If this meme’s lesson could be summarized it would be this: Don’t claim that God is responsible for things that are clearly ours to oversee.

Conversely, we should not make ourselves responsible for things that are clearly God’s. The rub though is that many matters in life are often a synergy between our actions, no matter how weak and feeble they may be, and God’s perfect supremacy.


This tightrope walk between our own freewill and culpability and God’s overarching sovereignty in our lives must be made slowly and with balance. This is difficult. So at first reaction we want to choose one or the other. As Tim Downs explains:


“All acts of balancing, whether physical or mental, are inherently exhausting . . . As the cost of failure increases, so do the tension and fatigue. Because maintaining balance is so tiring, most people who find themselves on a tightrope instinctively look for the best direction to fall. Better to be at rest in error than to have to maintain the wearisome balance of truth. This has been the source of much of the heresy in the history of the church. How can Jesus be fully God and fully man? I don’t know, so I’ll just choose which way to fall: He’s God or He’s man. How can God be sovereign if at the same time man possesses a free will? I can’t reconcile the two, so I’ll become a hyper-Calvinist or an Arminian. I may be mistaken, but at least I’m off the tightrope.” (5)


Stay on the tightrope. There is wisdom from the old saying some attribute to Augustine and others to Saint Ignatius, “Pray as though everything depended on God. Work as though everything depended on you.”

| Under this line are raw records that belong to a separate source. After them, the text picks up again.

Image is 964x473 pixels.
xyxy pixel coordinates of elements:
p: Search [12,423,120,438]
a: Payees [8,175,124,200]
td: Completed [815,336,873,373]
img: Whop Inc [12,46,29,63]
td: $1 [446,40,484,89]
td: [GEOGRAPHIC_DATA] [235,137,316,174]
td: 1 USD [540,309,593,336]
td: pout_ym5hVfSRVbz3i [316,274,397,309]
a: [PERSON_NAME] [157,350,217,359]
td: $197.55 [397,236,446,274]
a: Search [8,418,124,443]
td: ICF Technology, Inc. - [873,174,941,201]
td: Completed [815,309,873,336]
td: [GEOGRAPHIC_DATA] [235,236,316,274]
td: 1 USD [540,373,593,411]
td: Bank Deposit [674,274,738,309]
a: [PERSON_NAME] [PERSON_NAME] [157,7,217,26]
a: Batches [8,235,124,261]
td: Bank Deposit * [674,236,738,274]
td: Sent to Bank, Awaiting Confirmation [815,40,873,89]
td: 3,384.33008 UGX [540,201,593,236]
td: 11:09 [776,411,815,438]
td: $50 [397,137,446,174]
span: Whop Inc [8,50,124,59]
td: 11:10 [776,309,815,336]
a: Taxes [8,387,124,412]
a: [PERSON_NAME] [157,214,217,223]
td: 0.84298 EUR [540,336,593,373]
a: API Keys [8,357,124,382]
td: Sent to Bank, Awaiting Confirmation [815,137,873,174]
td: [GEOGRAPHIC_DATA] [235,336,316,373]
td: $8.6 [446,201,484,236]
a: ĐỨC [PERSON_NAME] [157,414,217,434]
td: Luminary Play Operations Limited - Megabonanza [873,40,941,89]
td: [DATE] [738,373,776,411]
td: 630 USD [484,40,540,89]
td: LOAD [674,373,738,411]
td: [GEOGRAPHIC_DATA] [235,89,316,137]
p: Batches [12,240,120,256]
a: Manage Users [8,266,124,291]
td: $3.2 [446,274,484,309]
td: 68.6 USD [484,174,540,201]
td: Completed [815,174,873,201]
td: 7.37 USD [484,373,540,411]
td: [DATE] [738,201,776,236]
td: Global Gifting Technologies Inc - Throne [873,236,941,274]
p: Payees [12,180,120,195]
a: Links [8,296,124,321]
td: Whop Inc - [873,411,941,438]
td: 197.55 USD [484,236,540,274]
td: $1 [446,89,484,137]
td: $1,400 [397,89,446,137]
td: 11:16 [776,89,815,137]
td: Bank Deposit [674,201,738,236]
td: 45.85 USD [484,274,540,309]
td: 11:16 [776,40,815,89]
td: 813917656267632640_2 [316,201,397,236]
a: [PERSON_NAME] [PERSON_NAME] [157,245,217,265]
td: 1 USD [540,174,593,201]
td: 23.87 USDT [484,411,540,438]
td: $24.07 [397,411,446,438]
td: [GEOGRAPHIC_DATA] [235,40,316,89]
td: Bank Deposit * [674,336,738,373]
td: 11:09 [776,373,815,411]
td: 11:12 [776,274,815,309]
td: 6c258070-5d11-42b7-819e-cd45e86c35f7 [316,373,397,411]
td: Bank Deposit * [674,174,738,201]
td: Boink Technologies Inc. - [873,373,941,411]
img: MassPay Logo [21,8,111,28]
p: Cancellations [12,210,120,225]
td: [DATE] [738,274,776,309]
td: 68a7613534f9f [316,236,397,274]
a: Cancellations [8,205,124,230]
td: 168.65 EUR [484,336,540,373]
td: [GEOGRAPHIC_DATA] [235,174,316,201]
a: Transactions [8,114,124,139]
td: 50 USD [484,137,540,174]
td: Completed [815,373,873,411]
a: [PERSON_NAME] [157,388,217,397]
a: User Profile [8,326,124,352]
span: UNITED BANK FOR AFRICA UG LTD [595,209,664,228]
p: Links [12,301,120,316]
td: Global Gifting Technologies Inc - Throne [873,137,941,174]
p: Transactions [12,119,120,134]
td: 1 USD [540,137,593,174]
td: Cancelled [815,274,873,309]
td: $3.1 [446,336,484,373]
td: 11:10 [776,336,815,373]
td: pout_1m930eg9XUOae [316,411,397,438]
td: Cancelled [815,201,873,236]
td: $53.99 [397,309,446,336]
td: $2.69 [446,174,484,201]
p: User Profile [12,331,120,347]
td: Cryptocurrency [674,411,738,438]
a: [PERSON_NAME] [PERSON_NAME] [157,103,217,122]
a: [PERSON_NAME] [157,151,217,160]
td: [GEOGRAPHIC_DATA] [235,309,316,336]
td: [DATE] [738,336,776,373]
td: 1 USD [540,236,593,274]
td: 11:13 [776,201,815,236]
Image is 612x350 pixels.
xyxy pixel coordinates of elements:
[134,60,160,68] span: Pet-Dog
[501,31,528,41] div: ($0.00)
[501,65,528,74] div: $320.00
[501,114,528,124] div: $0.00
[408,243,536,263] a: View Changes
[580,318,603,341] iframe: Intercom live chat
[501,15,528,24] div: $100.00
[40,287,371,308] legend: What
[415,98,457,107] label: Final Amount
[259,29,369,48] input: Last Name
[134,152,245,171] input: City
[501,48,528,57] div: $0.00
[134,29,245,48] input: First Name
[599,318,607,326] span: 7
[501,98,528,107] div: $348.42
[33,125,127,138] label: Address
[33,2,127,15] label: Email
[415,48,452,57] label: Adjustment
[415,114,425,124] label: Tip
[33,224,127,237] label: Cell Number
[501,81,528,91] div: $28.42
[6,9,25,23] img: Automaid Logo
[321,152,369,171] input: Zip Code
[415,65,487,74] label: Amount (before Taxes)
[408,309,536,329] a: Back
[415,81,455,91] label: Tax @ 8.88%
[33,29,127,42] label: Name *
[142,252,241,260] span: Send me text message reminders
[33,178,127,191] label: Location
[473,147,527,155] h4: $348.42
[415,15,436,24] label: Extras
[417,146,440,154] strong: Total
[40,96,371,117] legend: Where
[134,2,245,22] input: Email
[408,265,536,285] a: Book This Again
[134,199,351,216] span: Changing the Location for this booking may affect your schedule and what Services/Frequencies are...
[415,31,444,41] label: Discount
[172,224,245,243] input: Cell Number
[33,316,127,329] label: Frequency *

But what are your thoughts?


Micah Coate, President and Host of Salvation and Stuff

  1. Accessed April 16, 2022 from: https://www.lifewire.com/what-is-a-meme-2483702

  2. Accessed April 16, 2022 from: https://lsj.gr/wiki/μίμημα

  3. Revelation 3:20 NIV

  4. King, Martin Luther, Taking Responsibility For Your Actions, taken from sermon, July 26, 1953 Accessed April 24, 2022 from: https://kinginstitute.stanford.edu/king-papers/documents/accepting-responsibility-your-actions

  5. Downs, Tim, Finding Common Ground: How to Communicate with Those Outside the Christian Community…While We Still Can (Chicago: Moody Press, 1999), 93.